The festival of Losar, celebration of the New Year, is a major event in the Tibetan calendar.
Losar is the New Year festival of the Mahayana Buddhists. The New Years festival falls on the 25th day of the 10th month of the Tibetan calendar. Celebrated over a week, it is a feast of thanksgiving. An interesting folk tale offers to explain why the New Year festival falls at the end of Dawa Chuchipha and not at the end of the twelfth month, as is customary.
Singe Namgyar was an ancient king of Ladakh. He decided to attack Skardo (now in Pakistan). Since the date of his eventual return was uncertain, he chose to celebrate the important festival of Losar before leaving for the battle field, as it was considered obligatory for all family members to be present at the feast. This happened in the 11th month, and the tradition has carried on ever since it falls at the time when the larders are stocked full with grain and meat that is expected to last for the two long snow-bound months of winter, when no work is possible.
However, before the coming of a new year can be celebrated, unfinished business and unhappy memories must be dealt with. And so, on the 29th day of the last month in the old year, there is a festival called Gutor, in which everyone whitewashes and cleans their houses. The last day of the old year is spent preparing for the New Year. People go to monasteries to make offerings, and to participate in the ceremonies conducted during the day. Many rituals take place that are designed to chase away any evil spirits. One of these is a play in which the lamas perform masked dances to symbolize the triumph of good over evil. New Year's Eve is Lu Yugpa, an opportunity to banish evil spirits from the old year and clear the way for starting the new year right.
At dawn on New Year's Day, Tibetans visit monasteries, shrines, and stupas to make offerings. Colorful new prayer flags are hung out over each home and the smell of incense wafts through the villages. Then families venture out to drink the new year's chang (unhopped beer) with friends, to picnic in the parks and meadows, or to watch an archery tourney. There is great merriment and revelry as people thank the gods and pay homage to their ancestors for providing abundant food. The festivities are spread over almost a fortnight. During the first four days of the festival, there are a series of private family feasts.
The lamas are the initiators of the rites and play the main role, but the entire village participates. The residents of each little township decorate their houses with flour paintings of the sun and the moon. They also make offerings to the moon asking for happiness in life, in the New Year, on New Year's day and in the stars for the future. Lamps lit with mustard oil illuminate the house at night. All the members of a family are expected to stay at home for the New Year celebrations and eat a bread called tab-zan. Made of parched barley dough kneaded in mustard oil, the tab-zan is an essential offering to the family deity.
Devotees journey to the Jokhang temple in Lhasa to donate yak butter that keeps the lamps burning well into the year. At Barkor Plaza the giant incense burners work overtime to handle hundreds of people queued up to throw in their offerings of juniper branches. New sculptures of yak butter and tsampa (roasted barley flour) are displayed. Made by the lamas, the sculptures depict deities and Buddhist scenes, and will be unveiled at the Butter Sculpture Festival at the first full moon of the year (15 days after New Year's Day).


What you should do: Every line below that has "each" in it should be copied.

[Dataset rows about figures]

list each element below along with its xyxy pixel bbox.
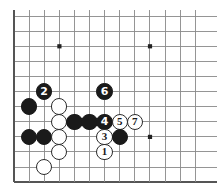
stone-move-number: 4 [101, 116, 109, 127]
stone-black[interactable] [21, 129, 37, 145]
move-stone-1[interactable]: 1 [96, 144, 112, 160]
stone-move-number: 7 [132, 116, 138, 127]
move-stone-7[interactable]: 7 [127, 114, 143, 130]
stone-move-number: 5 [117, 116, 123, 127]
move-stone-2[interactable]: 2 [36, 83, 52, 99]
stone-black[interactable] [66, 114, 82, 130]
move-stone-5[interactable]: 5 [112, 114, 128, 130]
stone-layer: 2645731 [0, 0, 217, 194]
stone-white[interactable] [51, 144, 67, 160]
stone-black[interactable] [112, 129, 128, 145]
stone-white[interactable] [36, 159, 52, 175]
move-stone-6[interactable]: 6 [96, 83, 112, 99]
stone-black[interactable] [81, 114, 97, 130]
stone-black[interactable] [36, 129, 52, 145]
stone-move-number: 1 [102, 146, 108, 157]
stone-white[interactable] [51, 98, 67, 114]
move-stone-4[interactable]: 4 [96, 114, 112, 130]
move-stone-3[interactable]: 3 [96, 129, 112, 145]
stone-move-number: 6 [101, 86, 109, 97]
go-board-diagram: 2645731 [0, 0, 217, 194]
stone-black[interactable] [21, 98, 37, 114]
stone-white[interactable] [51, 114, 67, 130]
stone-move-number: 3 [102, 131, 108, 142]
stone-move-number: 2 [40, 86, 48, 97]
stone-white[interactable] [51, 129, 67, 145]
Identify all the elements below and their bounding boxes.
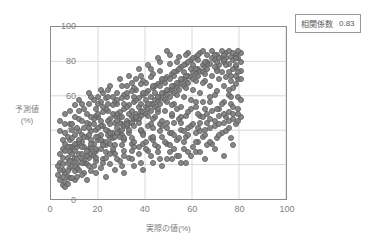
correlation-value: 0.83: [339, 19, 355, 28]
scatter-point: [126, 127, 132, 133]
scatter-point: [207, 99, 213, 105]
scatter-point: [162, 108, 168, 114]
scatter-point: [60, 174, 66, 180]
scatter-point: [230, 142, 236, 148]
scatter-point: [185, 109, 191, 115]
scatter-point: [140, 132, 146, 138]
scatter-point: [155, 106, 161, 112]
scatter-point: [150, 116, 156, 122]
scatter-point: [228, 94, 234, 100]
x-axis-tick-label: 100: [272, 205, 302, 214]
y-axis-tick-label: 0: [36, 196, 76, 205]
scatter-point: [235, 118, 241, 124]
scatter-point: [167, 142, 173, 148]
correlation-label: 相関係数: [301, 18, 333, 29]
scatter-point: [226, 87, 232, 93]
scatter-point: [207, 125, 213, 131]
scatter-point: [212, 146, 218, 152]
scatter-point: [136, 120, 142, 126]
scatter-point: [103, 174, 109, 180]
scatter-point: [223, 62, 229, 68]
scatter-point: [178, 104, 184, 110]
scatter-point: [121, 170, 127, 176]
scatter-point: [216, 132, 222, 138]
y-axis-title-line2: (%): [8, 115, 46, 126]
scatter-point: [202, 156, 208, 162]
scatter-point: [235, 69, 241, 75]
scatter-point: [167, 149, 173, 155]
y-axis-title-line1: 予測値: [8, 104, 46, 115]
scatter-point: [169, 156, 175, 162]
scatter-point: [174, 59, 180, 65]
scatter-point: [95, 101, 101, 107]
x-axis-tick-label: 0: [35, 205, 65, 214]
scatter-point: [181, 94, 187, 100]
scatter-point: [67, 108, 73, 114]
scatter-point: [129, 156, 135, 162]
scatter-point: [129, 108, 135, 114]
scatter-point: [81, 134, 87, 140]
scatter-point: [181, 69, 187, 75]
scatter-point: [183, 85, 189, 91]
scatter-point: [159, 163, 165, 169]
scatter-point: [148, 153, 154, 159]
scatter-point: [185, 132, 191, 138]
scatter-point: [164, 99, 170, 105]
scatter-point: [143, 146, 149, 152]
scatter-point: [93, 170, 99, 176]
scatter-point: [188, 97, 194, 103]
scatter-point: [148, 74, 154, 80]
plot-area: [50, 26, 287, 200]
scatter-point: [98, 118, 104, 124]
y-axis-tick-label: 20: [36, 161, 76, 170]
scatter-point: [207, 139, 213, 145]
x-axis-tick-label: 20: [82, 205, 112, 214]
y-axis-tick-label: 80: [36, 57, 76, 66]
scatter-point: [207, 94, 213, 100]
scatter-point: [138, 73, 144, 79]
scatter-point: [112, 167, 118, 173]
correlation-annotation-box: 相関係数 0.83: [295, 14, 361, 33]
scatter-point: [169, 111, 175, 117]
scatter-point: [216, 76, 222, 82]
scatter-point: [136, 144, 142, 150]
scatter-point: [181, 139, 187, 145]
scatter-point: [197, 149, 203, 155]
scatter-point: [171, 73, 177, 79]
scatter-point: [110, 111, 116, 117]
scatter-point: [79, 144, 85, 150]
y-axis-tick-label: 100: [36, 22, 76, 31]
scatter-point: [136, 66, 142, 72]
scatter-point: [72, 102, 78, 108]
scatter-point: [188, 66, 194, 72]
scatter-point: [157, 156, 163, 162]
scatter-point: [107, 83, 113, 89]
scatter-point: [105, 94, 111, 100]
scatter-point: [65, 181, 71, 187]
scatter-point: [228, 135, 234, 141]
scatter-point: [212, 118, 218, 124]
scatter-point: [131, 163, 137, 169]
scatter-point: [157, 68, 163, 74]
scatter-point: [176, 153, 182, 159]
scatter-point: [129, 80, 135, 86]
x-axis-tick-label: 80: [225, 205, 255, 214]
scatter-point: [214, 88, 220, 94]
scatter-point: [169, 83, 175, 89]
scatter-point: [117, 76, 123, 82]
scatter-point: [93, 146, 99, 152]
scatter-point: [74, 174, 80, 180]
scatter-point: [138, 160, 144, 166]
scatter-point: [195, 52, 201, 58]
scatter-point: [221, 153, 227, 159]
x-axis-title: 実際の値(%): [50, 222, 287, 233]
scatter-point: [200, 99, 206, 105]
scatter-point: [93, 155, 99, 161]
y-axis-tick-label: 60: [36, 92, 76, 101]
scatter-point: [124, 90, 130, 96]
scatter-point: [93, 106, 99, 112]
scatter-point: [233, 81, 239, 87]
scatter-point: [84, 177, 90, 183]
scatter-point: [202, 71, 208, 77]
scatter-point: [65, 144, 71, 150]
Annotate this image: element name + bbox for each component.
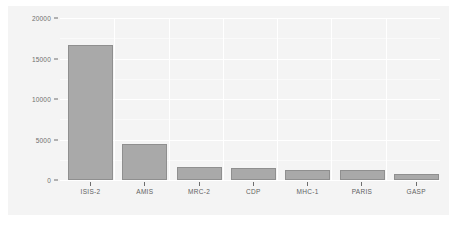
tick-dash-icon	[54, 139, 58, 140]
y-axis-tick-label: 5000	[36, 136, 51, 143]
x-axis-tick: PARIS	[332, 180, 392, 195]
tick-dash-icon	[144, 182, 145, 186]
tick-dash-icon	[54, 180, 58, 181]
x-axis-tick: ISIS-2	[61, 180, 121, 195]
x-axis-tick: CDP	[223, 180, 283, 195]
x-axis: ISIS-2 AMIS MRC-2 CDP MHC-1 PARIS GASP	[60, 180, 440, 206]
x-axis-tick-label: GASP	[386, 188, 446, 195]
tick-dash-icon	[307, 182, 308, 186]
tick-dash-icon	[361, 182, 362, 186]
y-axis: 0 5000 10000 15000 20000	[0, 18, 58, 180]
bar-mrc-2	[177, 167, 222, 180]
y-axis-tick: 15000	[32, 55, 58, 62]
y-axis-tick: 10000	[32, 96, 58, 103]
x-axis-tick: AMIS	[115, 180, 175, 195]
bar-series	[60, 18, 440, 180]
bar-isis-2	[68, 45, 113, 180]
tick-dash-icon	[54, 18, 58, 19]
x-axis-tick-label: PARIS	[332, 188, 392, 195]
tick-dash-icon	[199, 182, 200, 186]
x-axis-tick-label: ISIS-2	[61, 188, 121, 195]
tick-dash-icon	[416, 182, 417, 186]
y-axis-tick-label: 10000	[32, 96, 51, 103]
bar-mhc-1	[285, 170, 330, 180]
y-axis-tick-label: 20000	[32, 15, 51, 22]
x-axis-tick-label: AMIS	[115, 188, 175, 195]
bar-amis	[122, 144, 167, 180]
x-axis-tick-label: MHC-1	[278, 188, 338, 195]
x-axis-tick-label: MRC-2	[169, 188, 229, 195]
x-axis-tick: MHC-1	[278, 180, 338, 195]
tick-dash-icon	[54, 99, 58, 100]
bar-cdp	[231, 168, 276, 180]
y-axis-tick-label: 0	[47, 177, 51, 184]
bar-paris	[340, 170, 385, 180]
x-axis-tick: GASP	[386, 180, 446, 195]
x-axis-tick: MRC-2	[169, 180, 229, 195]
tick-dash-icon	[253, 182, 254, 186]
y-axis-tick-label: 15000	[32, 55, 51, 62]
y-axis-tick: 0	[47, 177, 58, 184]
y-axis-tick: 5000	[36, 136, 58, 143]
tick-dash-icon	[90, 182, 91, 186]
y-axis-tick: 20000	[32, 15, 58, 22]
x-axis-tick-label: CDP	[223, 188, 283, 195]
tick-dash-icon	[54, 58, 58, 59]
bar-chart: 0 5000 10000 15000 20000 ISIS-2 AMI	[0, 0, 457, 225]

Exercise output:
list each element below along with its xyxy pixel bbox.
Annotate this image: element name + bbox for each component.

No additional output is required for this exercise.